Whom do you claim as your mentor
13th January 2014 · 0 Comments
By Fr. Jerome LeDoux
Contributing Columnist
“I am not a saint!” was Nelson Mandela’s reaction to those who sang the praises of his virtues. Most impressive of all were his total forgiveness of the South Africa apartheid regime that imprisoned him for 27 years, and his close work with Prime Minister de Klerk. But, a bit evilly, he delighted in the embarrassments and hardships of his opponents. Also, from early youth to old age he had an eager eye for and active pursuit of beautiful women.
Rolihlahla Mandela was born into the Madiba clan in Mvezo, Transkei, South Africa. In primary school in Qunu, his teacher, Miss Mdingane, gave him the name Nelson. He studied law at the Fort Hare University and the University Of Witwatersrand. While living in Johannesburg, he engaged in anti-colonial politics against the racist administration, joining the African National Congress in which he became a founding member of the Youth League.
As a young man, Mandela either did not know about Gandhi or he ignored his tactics and his value as a mentor. He embarked briefly on a career of boxing. Swerving into politics, he advocated violence and soon became known as a seditionist/terrorist, adopting as mentor Karl Marx and joining the South African Communist Party. Sympathetic to his fight against apartheid and not knowing the radical beliefs they were dealing with, the Israeli Mossad Spy agency gave paramilitary training to the young militant Nelson Mandela in 1962.
The taint of communism brought the wrath of the South African government down on Mandela, leading to charges of sedition that ended in a bitter trial that eventually led to jail.
Poles apart, after studying law in London, England, Mohandas Mahatma Gandhi went to South Africa in 1893, where he spent 20 years battling discriminatory legislation against Indians. He pioneered Satyagraha, or resistance through mass nonviolent civil disobedience, through which he became one of history’s major political and spiritual leaders. Satyagraha remains perhaps the most effective philosophy in freedom struggles throughout the world.
In 1914, Gandhi returned to India, where he supported the Home Rule movement, and became leader of the Indian National Congress that ultimately achieved independence by advocating a policy of nonviolent non-cooperation. With self-rule for India in mind, he helped poor farmers and laborers protest oppressive taxation and discrimination. Further, he struggled to alleviate poverty, liberate women and put an end to caste discrimination.
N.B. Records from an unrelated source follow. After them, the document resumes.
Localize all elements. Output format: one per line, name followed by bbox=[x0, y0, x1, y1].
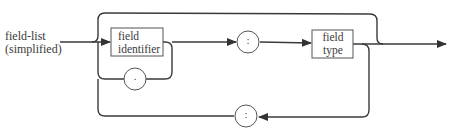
field-type-line-2: type bbox=[320, 44, 346, 57]
field-type-label: field type bbox=[320, 31, 346, 57]
syntax-diagram bbox=[0, 0, 453, 130]
field-identifier-line-2: identifier bbox=[118, 43, 160, 56]
return-loop-left bbox=[98, 79, 234, 116]
diagram-title: field-list (simplified) bbox=[5, 30, 62, 56]
dot-symbol: . bbox=[125, 70, 145, 82]
field-identifier-label: field identifier bbox=[118, 30, 160, 56]
field-identifier-line-1: field bbox=[118, 30, 160, 43]
colon-to-type-line bbox=[260, 42, 311, 43]
field-type-line-1: field bbox=[320, 31, 346, 44]
return-colon-symbol: : bbox=[236, 108, 256, 120]
title-line-2: (simplified) bbox=[5, 43, 62, 56]
colon-symbol: : bbox=[238, 34, 258, 46]
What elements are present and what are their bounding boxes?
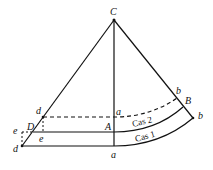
label-e-inner: e [39,133,44,144]
label-C: C [110,6,117,17]
label-B: B [185,95,191,106]
label-b-top: b [176,85,181,96]
point-d-bottom [21,145,24,148]
apex-point [113,19,116,22]
label-A: A [104,121,112,132]
left-radius [22,20,114,146]
label-b-right: b [198,110,203,121]
label-e-far: e [13,125,18,136]
label-cas-1: Cas 1 [134,129,156,144]
label-d-top: d [36,105,42,116]
label-d-bottom: d [13,143,19,154]
label-D: D [26,121,35,132]
dashed-level-line [43,98,177,117]
sector-diagram: C d a b D A B e e d a b Cas 2 Cas 1 [0,0,213,170]
right-radius [114,20,193,118]
label-a-top: a [116,106,121,117]
point-b-right [192,117,195,120]
label-a-bottom: a [111,149,116,160]
point-d-top [42,116,45,119]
As a pacifist, Gandhi became the template for nonviolent resistance movements and individuals when he and his fellow militants brought the global British Empire to its knees in August 1947 without the use of material weapons of any kind or any form of physical force. Gandhi opposed a far more formidable power than Mandela did in South Africa. Yet, civil disobedience, frequent jailing, vegetarianism and fasts worked well. What seemed like madness in the face of overwhelming military might turned out to be the only sanity.
Considered the Father of the Nation in India, his birthday, October 2, is commemorated there as Gandhi Jayanti, a national holiday, and worldwide as the International Day of Nonviolence. His memory is more enduring, certainly more respected than that of leaders and generals who accomplished their ends through arms and violence. Mandela would have fared far better by choosing Gandhi instead of Marx as his mentor.
Deeply rooted in the nonviolent teachings of Jesus as a Christian warrior for justice, Dr. Martin Luther King, Jr. studied Gandhi with acute interest. Ironically, Gandhi embraced as his mentor Russian novelist, Count Leo Tolstoy, who got his radically nonviolent insights from Jesus’ Sermon on the Mount recounted in Matthew 5. Mandela cut himself short by embracing Marx – that other Russian – instead of the Jesus-King-Tolstoy-Gandhi chain.
Gandhi’s greatest contribution to history was to defy the conventional thought that being nonviolent means being passive. Practically all Gandhi’s life was immersed in trying various methods of nonviolence as a tactic not just morally acceptable and plausible, but effective in the real world. Since King found violence morally abhorrent, he was strongly attracted to Gandhi’s Satyagraha – resistance through mass nonviolent civil disobedience.
History shows, of course, that, just as Gandhi did, King brought down an entire empire of racism and discrimination without resorting to physical force with or without weapons. Fiery Malcolm X – ne’ Malcolm Little – and his adherents berated King and his tactics, averring that whites accepted King only to avoid the scourge of Malcolm X. So, according to them, King was the lesser of two evils, while Malcolm X was the real thing.
There is some truth in saying that it took both a Malcolm X and a Martin Luther King, Jr. to bring this racist country to its knees. In any case, choose your mentor, folks!